Women keep lighthouses – Ida Lewis
Toughness doesn’t have to come in a pinstripe suit. -Dianne Feinstein
Used to be, and in some places still is, women could only expect to be teachers, nurses, or secretaries, as my friend Janna writes in a recent story. Noble professions all, among the very noblest and most important, and yet a choice of three only? Was there anything more we could do? Like be a tuba player, or a physicist, or a candle maker or a poet?
Imagine my delight on visiting the Tybee Lighthouse yesterday, our happy caravan pumping our way down the bike path across the island, enjoying brisk blue air as we made our way there on this blessedly flat space, anticipating the 178 winding heart-pumping steps to the top of the black and white tower, enough height for one day. As we bought our tickets to begin our ascent, a book caught my eye in the gift shop: Women Who Kept the Lights: An Illustrated History of Female Lighthouse Keepers. It became my beach time reading, sparking all manner of internal monologue: What do we consciously or unconsciously do to our young baby women? Are we opening up possibilities to them, or closing them down, even in these enlightened days?
Born Idawalley Zorada Lewis in 1842, she preferred to be called Ida. I imagine we all might. Her father became the first light keeper at Lime Rock in Newport Harbor, Rhode Island in 1853 when she was eleven years old. At the time, there was only a temporary lantern in a rough shed, put there in case the keeper couldn’t row the 200 yards back to shore in a storm. The government took pity on him and in 1857 built a beautiful Greek Revival building with a hip roof to make his job easier—no more arduous commute by sea. Her father moved Ida, then only 15, and the family to Lime Rock, completely surrounded by water.
The only way to the mainland was via boat, and Ida, the oldest of four children, rowed the other children to school every day and returned with whatever supplies were needed from the town.
When she was just fifteen, four young men capsized their boat in the harbor when one of them climbed the mast and started rocking the boat to tease his friends. Since none of the boys could swim, they would have drowned if Ida hadn’t saved them as they clung to the hull of their boat screaming for help. In the dead of winter 1866, she came to the rescue of a drunken sailor. In 1867 during a storm, 3 sheepherders had gone into the water after a valuable sheep. Ida not only saved them but the sheep as well. On March 29,1869, Ida came to the aid of two soldiers from Fort Adams–their sailboat had overturned in a storm; it was a rescue immortalized in a painting commissioned by the U.S. Coast Guard, and for which she received a medal by act of Congress.
President Grant and General Sherman both made trips to Lime Rock to meet her, she became a buddy of Admiral Dewey for whom she named one of her beloved cocker spaniels, and she received a private pension from Andrew Carnegie when no government resource was forthcoming. Elizabeth Cady Stanton and Susan B. Anthony took it upon themselves to visit her on the little island of Lime Rock.
Of her life’s work, Ida stated plainly, "There are hundreds of boats going in and out of this harbor. It’s part of my happiness to know that they are depending on me to guide them safely."
In 1924 the Rhode Island legislature changed the name of Lime Rock to Ida Lewis Rock and the lighthouse service renamed the lighthouse "Ida Lewis Lighthouse," the only time this honor has ever been given to a keeper.
I taught Junior Achievement for nine weeks at a local high school recently. What I was distressed about most wasn’t the difficulty the kids had in paying attention or staying awake, but the smallness of their dreams, a tightly drawn set of possibilities, not a wild and audacious one. Can we all commit just to one child on this planet that we will open up the world of possibilities for them? Just to one child, ours or someone else’s, or a child we don’t yet know? That in that one child’s life, we will make sure they see big horizons and possibilities? That’s all. Just one.
It might be as simple as cutting out newspaper stories about unusual or interesting jobs for them every few months. Or taking them to see an artist at work in their studio. Or buying them one of the “Cool Careers for Girls” books by Ceel Pasternak. Or introducing them to a health care worker who can tell them firsthand what it takes to be a physical therapist. Kids need us to help break open the horizon so they can see their own sun. Truly they do. And sometimes, as in Ida’s case, being thrust into the world with trust allows them to find their own ground, their own strength, their own rescue.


» Aim of the task: When the line containing "Identify the location of div: Playing:." is found in the data below, copy it and each line after it through the line containing "Task: Click on the button: Close modal", exactly and with no others.

[Collected data entries]
┄┄┄┄┄┄┄┄┄┄┄┄┄┄┄┄┄┄┄┄

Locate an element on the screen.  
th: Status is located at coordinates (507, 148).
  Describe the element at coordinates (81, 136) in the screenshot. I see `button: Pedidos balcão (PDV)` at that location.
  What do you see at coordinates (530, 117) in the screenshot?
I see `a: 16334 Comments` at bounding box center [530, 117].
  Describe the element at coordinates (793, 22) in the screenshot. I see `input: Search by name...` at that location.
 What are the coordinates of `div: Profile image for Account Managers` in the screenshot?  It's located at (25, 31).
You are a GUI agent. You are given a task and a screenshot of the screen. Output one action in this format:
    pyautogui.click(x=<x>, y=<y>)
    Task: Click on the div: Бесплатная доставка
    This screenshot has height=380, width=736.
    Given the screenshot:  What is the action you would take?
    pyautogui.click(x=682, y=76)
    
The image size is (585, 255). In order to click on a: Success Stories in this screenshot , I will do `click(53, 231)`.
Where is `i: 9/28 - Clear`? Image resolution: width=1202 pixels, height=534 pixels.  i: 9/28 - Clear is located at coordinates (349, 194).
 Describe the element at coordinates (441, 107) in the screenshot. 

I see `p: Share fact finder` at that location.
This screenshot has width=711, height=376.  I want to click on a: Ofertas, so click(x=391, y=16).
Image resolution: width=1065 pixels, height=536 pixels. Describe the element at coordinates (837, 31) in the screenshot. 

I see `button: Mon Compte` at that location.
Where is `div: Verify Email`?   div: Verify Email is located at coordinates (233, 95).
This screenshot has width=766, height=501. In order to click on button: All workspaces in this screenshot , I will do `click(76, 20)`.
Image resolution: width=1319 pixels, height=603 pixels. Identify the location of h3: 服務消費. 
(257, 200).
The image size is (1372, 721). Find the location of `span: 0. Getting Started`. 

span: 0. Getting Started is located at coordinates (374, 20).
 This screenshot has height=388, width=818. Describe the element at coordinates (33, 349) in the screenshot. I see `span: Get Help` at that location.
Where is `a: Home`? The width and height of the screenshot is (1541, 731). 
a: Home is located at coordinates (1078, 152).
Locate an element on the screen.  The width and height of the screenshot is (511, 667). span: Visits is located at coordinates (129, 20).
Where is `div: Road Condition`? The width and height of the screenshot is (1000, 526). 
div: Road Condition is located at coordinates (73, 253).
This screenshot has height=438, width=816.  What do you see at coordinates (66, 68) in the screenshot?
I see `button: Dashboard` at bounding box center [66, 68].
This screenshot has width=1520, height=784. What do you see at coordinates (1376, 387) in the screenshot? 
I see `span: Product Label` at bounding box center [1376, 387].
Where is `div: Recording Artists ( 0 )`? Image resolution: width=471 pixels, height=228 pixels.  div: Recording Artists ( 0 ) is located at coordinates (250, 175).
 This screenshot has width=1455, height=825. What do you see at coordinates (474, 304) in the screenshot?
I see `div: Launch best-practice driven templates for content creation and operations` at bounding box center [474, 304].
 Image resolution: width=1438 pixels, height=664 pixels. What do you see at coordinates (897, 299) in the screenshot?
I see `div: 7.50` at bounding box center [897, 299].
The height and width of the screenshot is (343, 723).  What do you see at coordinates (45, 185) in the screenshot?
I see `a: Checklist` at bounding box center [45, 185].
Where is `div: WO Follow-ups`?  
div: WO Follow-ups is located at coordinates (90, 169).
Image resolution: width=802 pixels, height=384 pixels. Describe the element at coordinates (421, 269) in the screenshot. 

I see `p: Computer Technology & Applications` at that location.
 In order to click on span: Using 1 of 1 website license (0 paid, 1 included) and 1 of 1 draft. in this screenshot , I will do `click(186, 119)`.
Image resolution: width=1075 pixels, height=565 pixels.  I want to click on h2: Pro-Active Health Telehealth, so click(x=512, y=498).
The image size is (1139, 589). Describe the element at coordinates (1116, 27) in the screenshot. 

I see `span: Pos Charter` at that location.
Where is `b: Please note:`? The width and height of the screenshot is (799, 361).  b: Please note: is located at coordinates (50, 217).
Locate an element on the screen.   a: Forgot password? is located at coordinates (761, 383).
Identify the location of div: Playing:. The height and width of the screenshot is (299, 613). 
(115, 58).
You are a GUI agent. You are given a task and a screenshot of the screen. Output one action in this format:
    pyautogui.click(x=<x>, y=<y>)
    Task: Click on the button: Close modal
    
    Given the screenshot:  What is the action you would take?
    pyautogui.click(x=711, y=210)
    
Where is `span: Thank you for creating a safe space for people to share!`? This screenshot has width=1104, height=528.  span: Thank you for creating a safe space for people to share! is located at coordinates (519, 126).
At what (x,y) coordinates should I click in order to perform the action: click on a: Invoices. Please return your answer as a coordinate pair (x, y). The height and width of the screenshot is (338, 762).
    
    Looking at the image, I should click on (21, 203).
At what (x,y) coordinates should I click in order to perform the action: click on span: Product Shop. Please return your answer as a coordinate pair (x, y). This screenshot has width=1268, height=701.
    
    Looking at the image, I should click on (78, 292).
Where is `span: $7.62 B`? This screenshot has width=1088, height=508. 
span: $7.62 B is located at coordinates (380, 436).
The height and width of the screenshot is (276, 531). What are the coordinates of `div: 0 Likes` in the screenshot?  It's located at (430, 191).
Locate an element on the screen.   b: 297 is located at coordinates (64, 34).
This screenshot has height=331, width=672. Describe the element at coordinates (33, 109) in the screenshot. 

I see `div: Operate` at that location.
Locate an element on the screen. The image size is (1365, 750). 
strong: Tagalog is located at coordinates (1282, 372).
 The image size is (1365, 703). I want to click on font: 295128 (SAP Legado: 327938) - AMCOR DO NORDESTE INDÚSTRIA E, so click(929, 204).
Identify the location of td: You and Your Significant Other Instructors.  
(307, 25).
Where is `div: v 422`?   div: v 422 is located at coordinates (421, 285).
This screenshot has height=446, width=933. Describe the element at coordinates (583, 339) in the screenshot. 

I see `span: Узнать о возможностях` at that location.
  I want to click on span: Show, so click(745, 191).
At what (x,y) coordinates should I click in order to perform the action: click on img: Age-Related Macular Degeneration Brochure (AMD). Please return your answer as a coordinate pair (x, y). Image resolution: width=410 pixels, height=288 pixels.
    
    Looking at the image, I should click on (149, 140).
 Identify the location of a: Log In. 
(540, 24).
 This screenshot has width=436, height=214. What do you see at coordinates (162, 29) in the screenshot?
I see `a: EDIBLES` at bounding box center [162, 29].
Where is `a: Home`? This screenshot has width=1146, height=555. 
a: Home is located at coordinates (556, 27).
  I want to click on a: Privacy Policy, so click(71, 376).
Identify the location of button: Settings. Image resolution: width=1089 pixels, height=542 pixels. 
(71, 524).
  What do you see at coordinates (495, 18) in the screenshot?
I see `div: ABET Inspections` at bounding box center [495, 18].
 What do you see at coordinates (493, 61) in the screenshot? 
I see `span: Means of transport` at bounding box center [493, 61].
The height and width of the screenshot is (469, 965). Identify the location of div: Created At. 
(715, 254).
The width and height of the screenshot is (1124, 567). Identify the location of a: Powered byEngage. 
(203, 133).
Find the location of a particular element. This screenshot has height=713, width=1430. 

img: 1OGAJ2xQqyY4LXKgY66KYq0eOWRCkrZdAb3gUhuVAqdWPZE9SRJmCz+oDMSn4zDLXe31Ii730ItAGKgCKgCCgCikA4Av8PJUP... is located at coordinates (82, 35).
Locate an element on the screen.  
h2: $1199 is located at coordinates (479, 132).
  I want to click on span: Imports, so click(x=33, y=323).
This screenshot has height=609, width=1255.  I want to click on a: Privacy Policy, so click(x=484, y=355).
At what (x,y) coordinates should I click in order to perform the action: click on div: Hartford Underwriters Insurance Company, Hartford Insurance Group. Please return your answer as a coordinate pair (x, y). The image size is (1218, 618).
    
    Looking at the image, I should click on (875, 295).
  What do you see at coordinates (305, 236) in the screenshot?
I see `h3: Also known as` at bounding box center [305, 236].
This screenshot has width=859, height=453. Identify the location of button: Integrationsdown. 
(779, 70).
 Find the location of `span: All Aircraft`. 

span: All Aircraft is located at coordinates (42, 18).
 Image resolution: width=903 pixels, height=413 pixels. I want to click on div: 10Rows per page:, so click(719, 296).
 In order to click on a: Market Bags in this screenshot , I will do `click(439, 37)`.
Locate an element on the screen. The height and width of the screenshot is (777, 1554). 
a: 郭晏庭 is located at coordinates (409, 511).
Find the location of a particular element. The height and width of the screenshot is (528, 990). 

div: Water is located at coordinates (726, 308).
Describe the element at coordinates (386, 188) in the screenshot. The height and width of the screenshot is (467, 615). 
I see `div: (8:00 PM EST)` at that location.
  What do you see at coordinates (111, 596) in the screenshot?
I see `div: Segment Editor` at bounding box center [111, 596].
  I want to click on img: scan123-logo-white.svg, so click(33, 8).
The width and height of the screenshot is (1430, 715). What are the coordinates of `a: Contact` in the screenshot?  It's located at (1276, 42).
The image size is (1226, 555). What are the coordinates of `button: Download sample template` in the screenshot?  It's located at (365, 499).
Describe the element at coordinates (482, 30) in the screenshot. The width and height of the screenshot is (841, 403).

┄┄┄┄┄┄┄┄┄┄┄┄┄┄┄┄┄┄┄┄

» The completed task:
Identify the location of div: Playing:. The height and width of the screenshot is (299, 613). 
(115, 58).
You are a GUI agent. You are given a task and a screenshot of the screen. Output one action in this format:
    pyautogui.click(x=<x>, y=<y>)
    Task: Click on the button: Close modal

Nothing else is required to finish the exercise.